I know space is really big and so the odds of a rocket hitting a satellite on its way up are incredibly low, but now we're talking about lots of lines between each satellite rather than just the satellites themselves. Are the odds still tiny?
Not that it would be a big deal if it happened, just curiosity.
Aside, but it's not left to chance. They only launch when there's a gap in the space traffic.
I think you could take the time a rocket would be in the way and compare it to the time it would take any given satellite link pair to make an orbit to form an estimate of the chance of a single interference. Then multiply by rockets and satellite pairs to form an overall estimate.
https://satellitemap.space is pretty amazing but a Starlink satellite looks massive on there, really at the scales we are talking they wouldn't even be a pixel. Do we know how many of the satellites are actually interlinked by lasers?
Lets not forget about clouds, birds, airplanes, hot hair balloons and tons of other things that separate the ground from space.
We have protocols and networks already designed today that deal with this exact problem.
Which is actually a lot more then I estimated when I started this math, kinda puts into perspective more then 1 of the scales at play here.
Tl;dr Rockets are fast, data is apparently faster.
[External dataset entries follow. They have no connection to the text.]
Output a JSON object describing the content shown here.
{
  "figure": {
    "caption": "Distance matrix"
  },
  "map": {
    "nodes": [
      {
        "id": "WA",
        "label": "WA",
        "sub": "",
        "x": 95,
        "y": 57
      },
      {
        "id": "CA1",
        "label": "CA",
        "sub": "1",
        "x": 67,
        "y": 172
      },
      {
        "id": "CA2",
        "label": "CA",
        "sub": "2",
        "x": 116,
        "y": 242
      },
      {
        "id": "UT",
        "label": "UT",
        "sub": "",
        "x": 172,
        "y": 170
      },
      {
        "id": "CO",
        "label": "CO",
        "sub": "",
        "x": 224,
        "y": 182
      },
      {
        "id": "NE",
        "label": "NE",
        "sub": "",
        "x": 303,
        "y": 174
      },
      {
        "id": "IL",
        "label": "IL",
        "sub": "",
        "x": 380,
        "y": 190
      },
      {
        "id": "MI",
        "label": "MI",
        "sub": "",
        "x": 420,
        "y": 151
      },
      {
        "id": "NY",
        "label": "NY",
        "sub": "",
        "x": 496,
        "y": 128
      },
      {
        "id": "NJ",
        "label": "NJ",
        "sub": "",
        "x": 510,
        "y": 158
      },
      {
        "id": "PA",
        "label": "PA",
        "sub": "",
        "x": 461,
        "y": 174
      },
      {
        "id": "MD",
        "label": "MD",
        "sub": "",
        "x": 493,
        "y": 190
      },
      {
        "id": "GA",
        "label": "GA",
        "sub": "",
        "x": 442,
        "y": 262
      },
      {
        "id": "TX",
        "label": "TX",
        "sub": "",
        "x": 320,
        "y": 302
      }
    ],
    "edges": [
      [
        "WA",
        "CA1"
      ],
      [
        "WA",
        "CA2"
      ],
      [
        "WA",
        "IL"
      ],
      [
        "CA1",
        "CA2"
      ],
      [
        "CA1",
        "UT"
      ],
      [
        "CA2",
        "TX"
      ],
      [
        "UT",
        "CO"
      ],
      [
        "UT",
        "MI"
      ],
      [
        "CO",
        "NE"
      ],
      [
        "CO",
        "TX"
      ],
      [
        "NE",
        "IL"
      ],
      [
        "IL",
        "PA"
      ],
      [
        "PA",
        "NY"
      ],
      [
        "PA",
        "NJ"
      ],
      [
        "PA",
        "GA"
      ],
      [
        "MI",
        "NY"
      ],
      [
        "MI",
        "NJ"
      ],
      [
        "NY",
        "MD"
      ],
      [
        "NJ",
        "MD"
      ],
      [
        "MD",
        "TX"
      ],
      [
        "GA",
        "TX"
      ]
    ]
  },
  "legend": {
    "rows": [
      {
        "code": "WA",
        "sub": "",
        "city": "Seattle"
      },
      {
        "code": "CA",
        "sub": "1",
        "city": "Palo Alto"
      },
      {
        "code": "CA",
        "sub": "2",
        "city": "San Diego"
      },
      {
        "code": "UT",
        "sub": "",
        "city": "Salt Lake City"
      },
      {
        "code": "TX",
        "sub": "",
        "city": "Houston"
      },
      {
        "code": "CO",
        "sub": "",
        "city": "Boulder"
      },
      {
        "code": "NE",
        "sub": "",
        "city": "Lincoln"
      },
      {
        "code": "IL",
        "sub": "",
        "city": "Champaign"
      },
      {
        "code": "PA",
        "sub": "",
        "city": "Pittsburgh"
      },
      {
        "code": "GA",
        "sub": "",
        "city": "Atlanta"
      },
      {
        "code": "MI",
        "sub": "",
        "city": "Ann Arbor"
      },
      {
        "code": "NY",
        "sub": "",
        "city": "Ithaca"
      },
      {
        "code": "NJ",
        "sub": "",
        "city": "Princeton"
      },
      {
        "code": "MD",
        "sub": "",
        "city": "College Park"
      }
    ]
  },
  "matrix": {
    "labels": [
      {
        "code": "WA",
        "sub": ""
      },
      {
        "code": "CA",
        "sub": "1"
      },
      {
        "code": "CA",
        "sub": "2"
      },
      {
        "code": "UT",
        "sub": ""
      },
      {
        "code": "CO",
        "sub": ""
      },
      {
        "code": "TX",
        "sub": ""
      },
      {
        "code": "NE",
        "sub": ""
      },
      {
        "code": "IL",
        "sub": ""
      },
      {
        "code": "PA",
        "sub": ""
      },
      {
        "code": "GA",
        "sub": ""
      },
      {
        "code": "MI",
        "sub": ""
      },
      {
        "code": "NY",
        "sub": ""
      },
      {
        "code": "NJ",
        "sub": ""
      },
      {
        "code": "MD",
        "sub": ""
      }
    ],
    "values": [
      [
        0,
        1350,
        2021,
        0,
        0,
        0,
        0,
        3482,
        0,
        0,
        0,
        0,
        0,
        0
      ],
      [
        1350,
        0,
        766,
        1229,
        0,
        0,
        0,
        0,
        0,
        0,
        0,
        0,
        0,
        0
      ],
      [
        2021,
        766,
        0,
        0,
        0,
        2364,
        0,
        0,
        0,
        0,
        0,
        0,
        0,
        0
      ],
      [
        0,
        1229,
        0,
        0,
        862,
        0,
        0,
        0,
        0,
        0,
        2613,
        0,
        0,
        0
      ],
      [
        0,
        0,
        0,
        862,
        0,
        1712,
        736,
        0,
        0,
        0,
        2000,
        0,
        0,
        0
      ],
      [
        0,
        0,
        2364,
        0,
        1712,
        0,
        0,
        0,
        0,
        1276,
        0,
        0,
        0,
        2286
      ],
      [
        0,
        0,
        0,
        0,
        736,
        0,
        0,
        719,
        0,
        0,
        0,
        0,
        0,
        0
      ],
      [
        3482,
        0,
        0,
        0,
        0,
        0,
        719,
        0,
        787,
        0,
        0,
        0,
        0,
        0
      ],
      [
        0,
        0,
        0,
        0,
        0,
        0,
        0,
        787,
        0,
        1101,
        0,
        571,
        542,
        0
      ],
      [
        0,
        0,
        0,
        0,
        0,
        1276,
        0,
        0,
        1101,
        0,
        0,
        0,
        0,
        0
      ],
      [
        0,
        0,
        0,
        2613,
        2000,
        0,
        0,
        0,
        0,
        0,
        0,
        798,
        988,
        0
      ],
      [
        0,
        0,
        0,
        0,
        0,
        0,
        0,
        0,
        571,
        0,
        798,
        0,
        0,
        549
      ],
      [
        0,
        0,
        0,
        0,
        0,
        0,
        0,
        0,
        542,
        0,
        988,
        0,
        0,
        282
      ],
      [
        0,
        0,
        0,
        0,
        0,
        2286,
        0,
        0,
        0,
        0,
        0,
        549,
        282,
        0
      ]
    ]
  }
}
[0] Apparently on its longest distance link Starlink intersected 30km altitude
[1] Ref: my ass
If you’re in low earth orbit you’re traveling through rocket exhaust. That doesn’t mean you’re seeing enough to affect optical transmission gain. Or orbital decay. But the notion that you’re going to miss because there’s 100’s of kilometers between fast moving satellites? That’s the part of this conversation that deserves condescension, if anything.